How Bald Eagles Could Become Key in Political Battle Over Wind Turbines

Scientists with the Missouri Department of Conservation are embarking on a new study to understand how wind turbines affect bald eagles. The multi-year research project comes amid political debate about the risks this kind of infrastructure poses to the iconic birds of prey.

Bald eagles are the national bird of the United States. They can be found across vast swathes of North America, from Alaska and Canada down to Florida and northern Mexico.

Known scientifically as Haliaeetus leucocephalus, the bald eagle measures around 3 feet in length with a 7-foot wingspan, and weighs between 8 and 15 pounds.

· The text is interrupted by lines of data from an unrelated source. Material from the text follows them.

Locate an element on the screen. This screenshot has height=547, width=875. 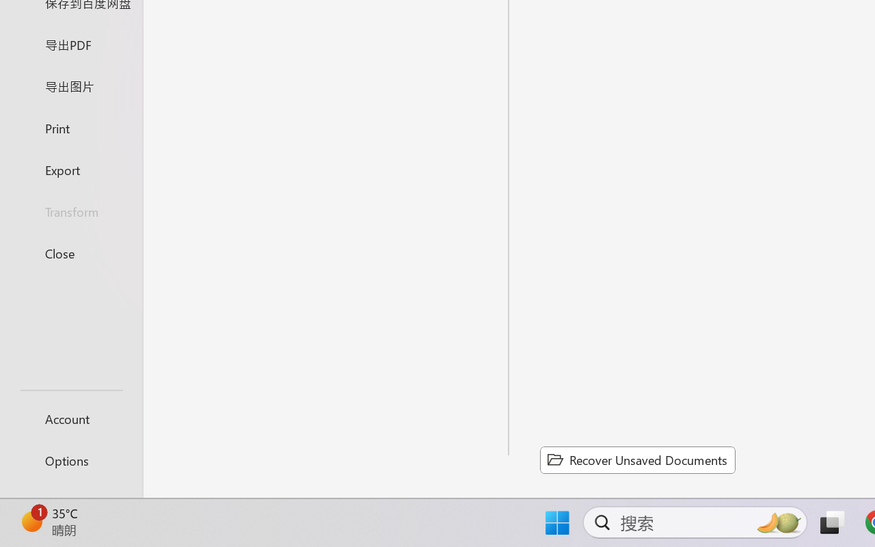
Print is located at coordinates (71, 127).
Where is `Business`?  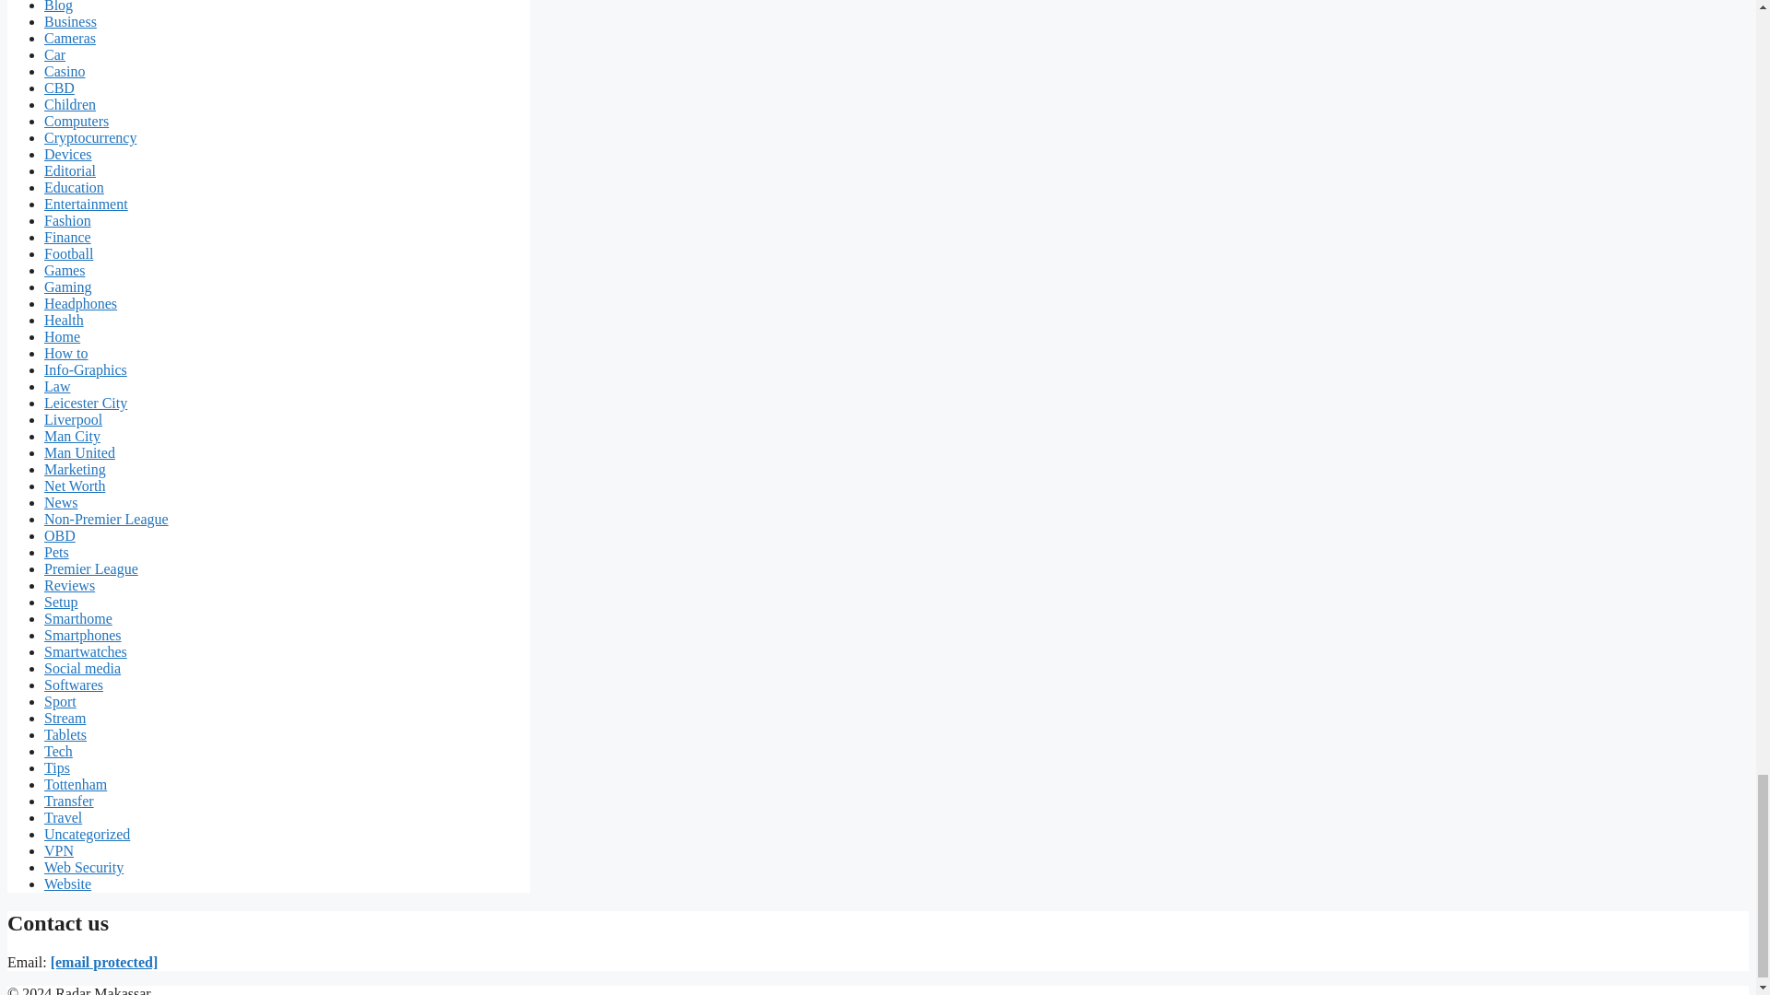
Business is located at coordinates (70, 22).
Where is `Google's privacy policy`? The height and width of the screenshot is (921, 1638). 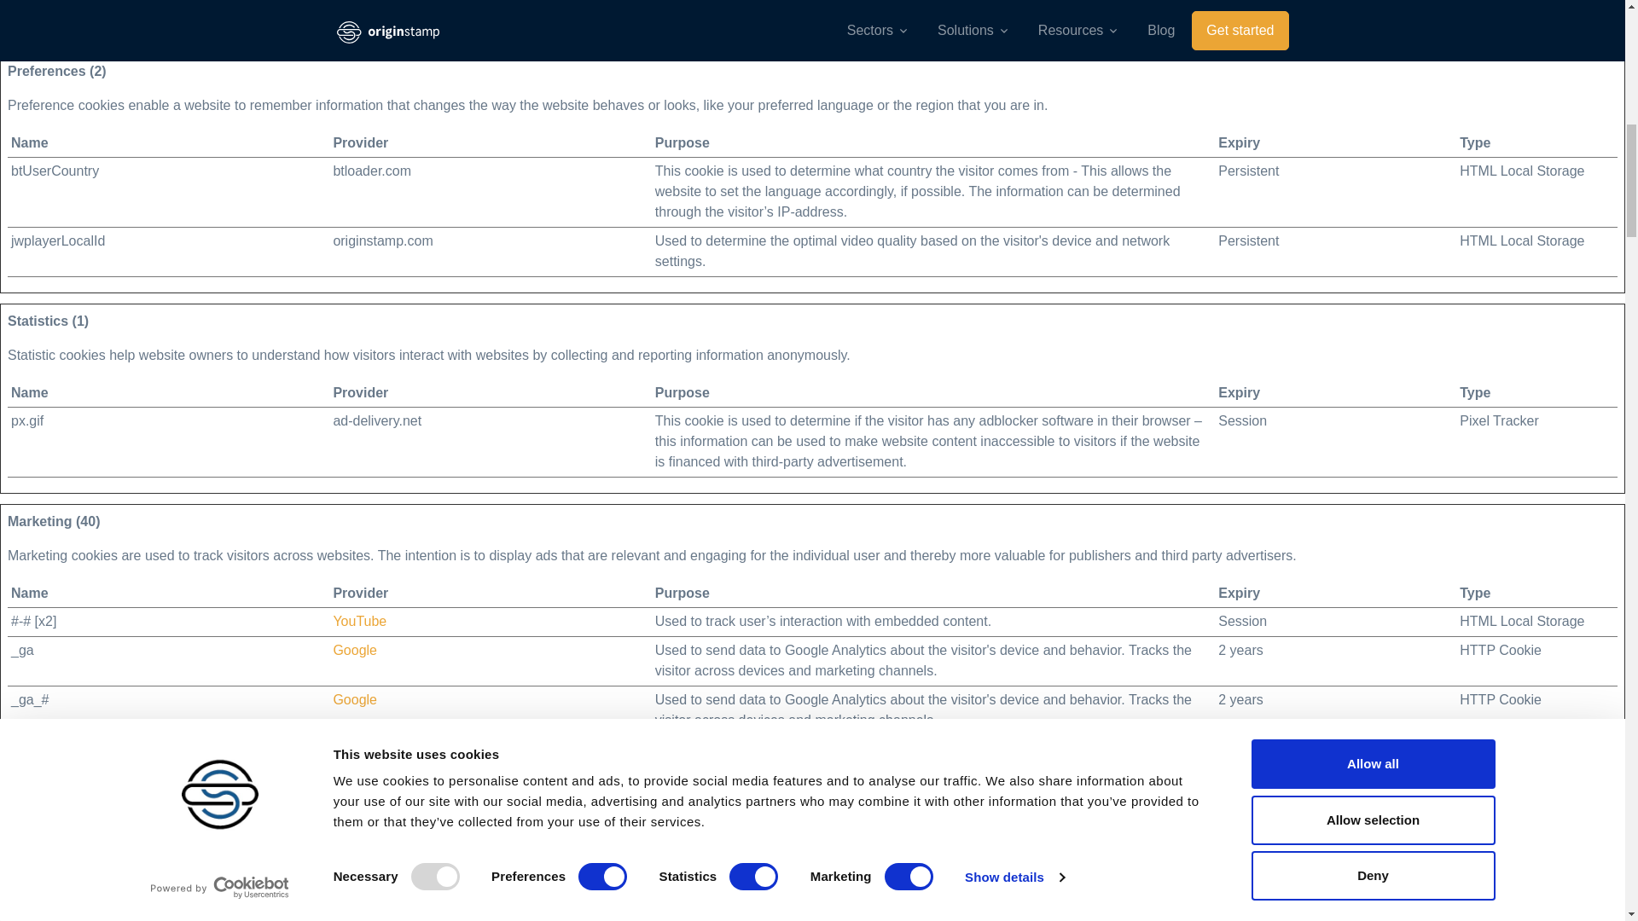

A portrait of a bald eagle
Stock image of a bald eagle, the national bird of the United States. Researchers from the Missouri Department of Conservation are embarking on a new study to understand how wind turbines affect these birds and the potential risks they pose. iStock

The bald eagle was on the verge of being wiped out in the contiguous United States by the late 20th century. But following successful conservation efforts, the bird was removed from the federal List of Endangered, Vulnerable and Threatened Wildlife for the lower 48 states in 2007.

Conservationists are hoping that the Missouri study will yield insights that could help to protect these birds. Wind-energy advocates, meanwhile, hope that the results of the research could help to advance their renewable-energy goals.

"We want to know how these eagles move across the landscape during stages of their lives and is there a negative interaction with these wind facilities?" Janet Haslerig, an avian ecologist with the Missouri Department of Conservation, told KCUR.

"We hope this will inform the wind facilities, as well as our agency, on where we should put these wind facilities. What's a good location? What's a bad location?" Haslerig said.

The study will involve researchers tagging four adult bald eagles, as well as four juveniles, with GPS devices designed to track their movements and behavior.

James Owen, the executive director of Renew Missouri—a group that advocates for renewable energy in the state—said opponents of wind turbines often highlight the potential risks to birds.

"Sometimes, the case for how much damage wind turbines can do for migration, for causing injury to birds, can sometimes be overstated by opponents of renewable energy," Owen told KCUR. "So I think being able to really get some precise numbers on that will be helpful."

In January, former President Donald Trump made comments at a rally in South Carolina, suggesting that thousands of bald eagles are killed by wind turbines.

"We demand windmills be built on our oceans, our prairies, our mountains, and our plains, only to realize that they're killing all our eagles and our birds," Trump said at the rally, shown in a YouTube video published on January 28, 2023.

"If you kill a bald eagle, they put you in jail for five years, but the windmills knock out thousands of them. Nothing happens."

It is true that there is data linking wind-turbine collisions to a number of bald-eagle deaths. However, a Newsweek fact check found that there is insufficient evidence at present to support Trump's claims of thousands of fatalities.

This is not to say that wind turbines do not pose a risk to these birds. In 2022, ESI Energy was fined $8 million for violations of the Migratory Bird Treaty Act. The energy firm acknowledged that at least 150 bald and golden eagles had been killed at 40 of its wind-energy facilities.

A statement from the United States Attorney's Office for the Eastern District of California said 136 of these deaths were "affirmatively determined to be attributable to the eagle being struck by a wind turbine blade."

In addition, figures from the U.S. Fish and Wildlife Service show that collisions with wind turbines result in the death of an estimated 140,000 to 328,000 birds of all species every year in the country.

Other significant causes of death include collisions with buildings. These may lead to up to around 1 million birds dying per year, the FWS data shows.

Newsweek has contacted Trump and the Missouri Department of Conservation for comment.